By Jerry Barksdale
When I was kid we lived in a tenant house with no indoor plumbing, owned no car and made a half-bale of cotton per acre.
“Young’n, this gravy train we’re rid’n won’t last forever,” Daddy often said.
I assumed that we were rich. Daddy invested heavily in dogs and shotgun shells. We owned 17 fox hounds, two bird dogs and a yard dog. Even Rockefeller didn’t have that many mutts. We also had a radio and listened to the Grand Ole Opry every Saturday night.
I received a new pair of jeans and shoes each fall and got to attend the Limestone County Fair where I rode the merry-go-round and saw the tattooed fat lady. Daddy was right. We were on a gravy train.
He was always preparing me psychologically for the next Depression, which according to him was coming.
“You’ll be eat’n rabbits and squirrel and be glad to have it,” he said.
He enjoyed telling about one Depression family living in the community that barked like hounds while chasing a rabbit into a hollow log and then twisting it out with a bamboo briar.
After hearing gloom and doom I didn’t dare ask for a quarter.
Although Daddy’s expertise was cotton farming, fox hunting, and quail hunting, he may have been a financial seer.
The gravy train has slowed down.
Today, financial experts tell us not to panic.
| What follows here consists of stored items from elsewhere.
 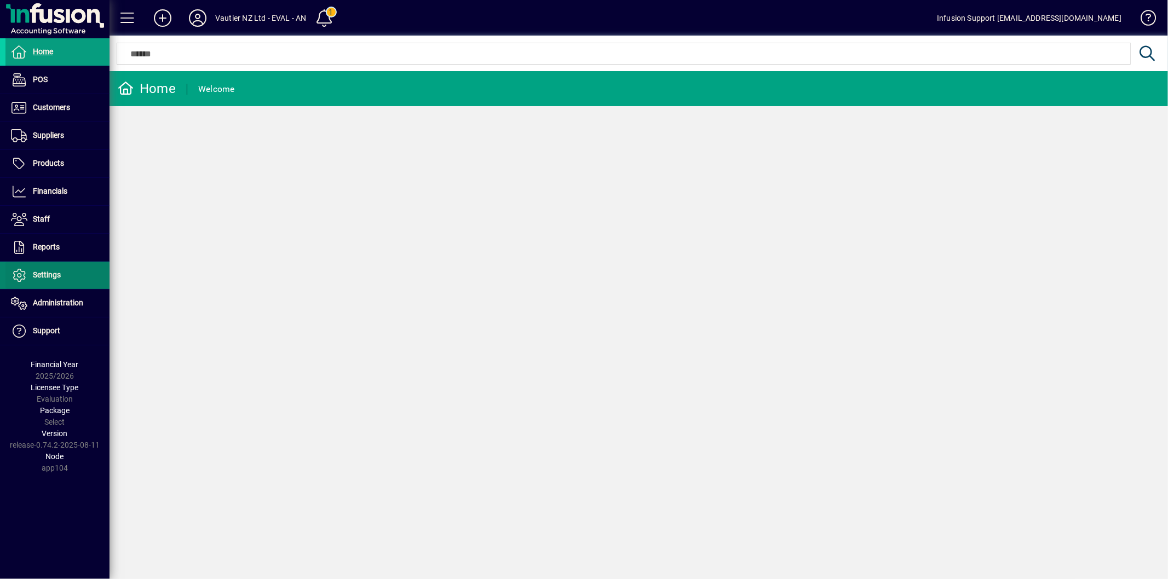 What do you see at coordinates (58, 303) in the screenshot?
I see `span: Administration` at bounding box center [58, 303].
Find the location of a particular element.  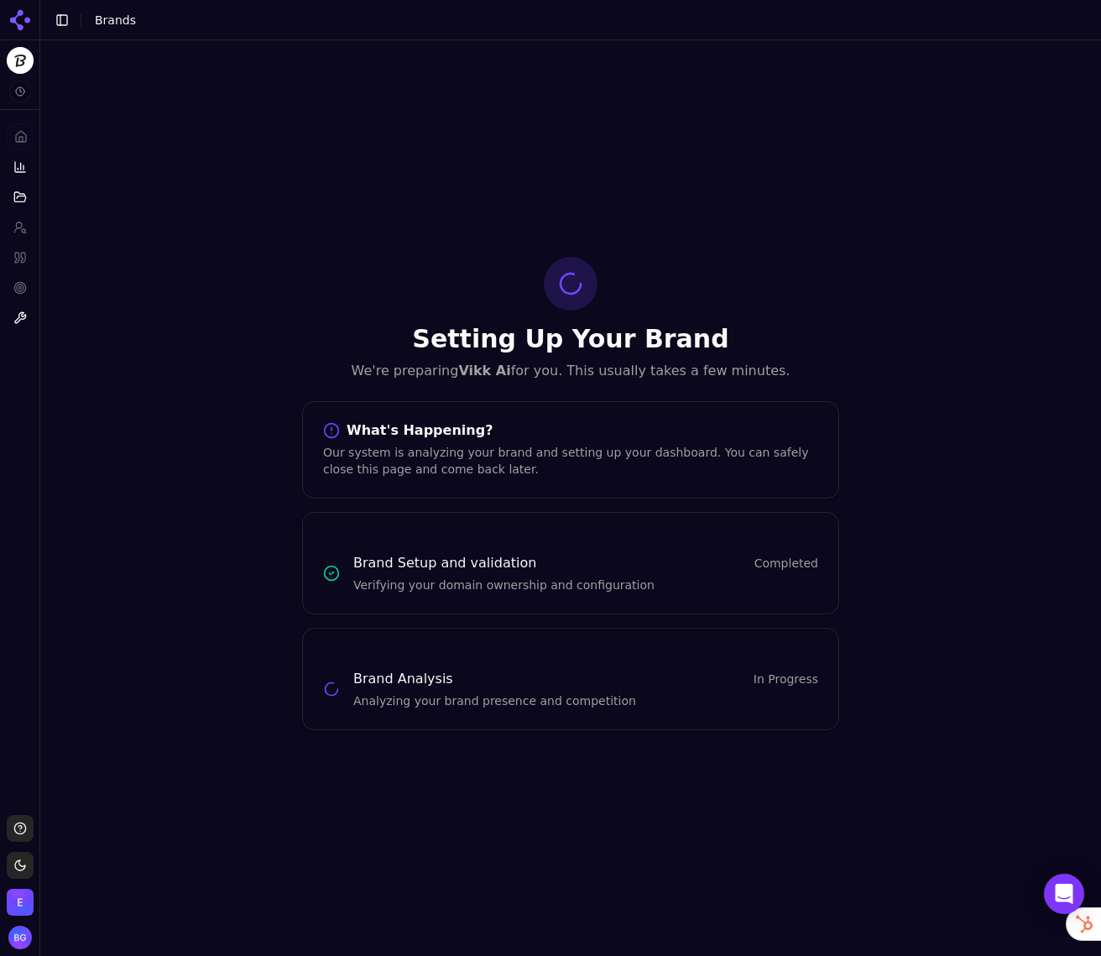

span: Brands is located at coordinates (115, 20).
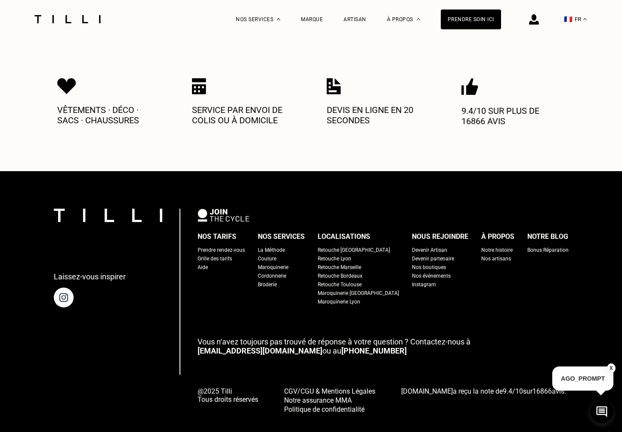 The height and width of the screenshot is (432, 622). I want to click on span: 9.4, so click(508, 391).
It’s a time to buy, they say, while at the same time they are panicking and baling out of the market. They need fools like you and me to buy what they sell. I don’t trust anyone with a $200 haircut who wears wide gray pinstripe suits and yellow silk neckties.
In these times of economic crisis, I recommend Poor Richard’s Almanac, written by Benjamin Franklin in 1732. Any fat, ugly 70-year-old man who went to Paris as ambassador of the Continental Congress and swung with young French women in King Louis XVI’s court, is worthy of our attention.
While visiting Philadelphia on July 4, 2006, I purchased a copy of Poor Richard’s Almanac for $2. I’ll share some of his financial gems of wisdom, discussed and interpreted by Alvin and Thelma of Rt. 4:
• “The second vice is lying; the first is running in debt.” (Dadgumit, Thelma! That means you maxed out the Visa again and lied about it.)
• “Keep thy shop, and thy shop will keep thee.” (Alvin, that means you gotta get your sorry carcass outta bed, sober up and go to work. We’re about out of cigarettes and beer.)
• “If you know how to spend less than you get, you have the philosopher’s stone.” (Thelma, that means we’re spending more money than we earn. What else is new, dummy?)
• “Beware of little expenses; a small leak will sink a great ship.” (Thelma, that means you’ve gotta stop hav’n yer nails done every week. Stuff it, Alvin?)
• “Spare and have is better than to spend and crave.” (Thelma, you keep harping about sav’n money, but just let me get a new tree stand, we’ll start sav’n next year.)
• “A penny saved is a penny earned.” (Heck Thelma, why save a penny? It won’t buy anything?)
• “For age and want save while you may; no morning sun lasts all day.” (Thelma, that don’t’ mean Jack anymore. The guv’met’ll take care of us if we need help. Are you goin’ to Tunica or not?)
There is another saying that still rings true today: “Experience keeps a dear school, yet fools will learn in no other.”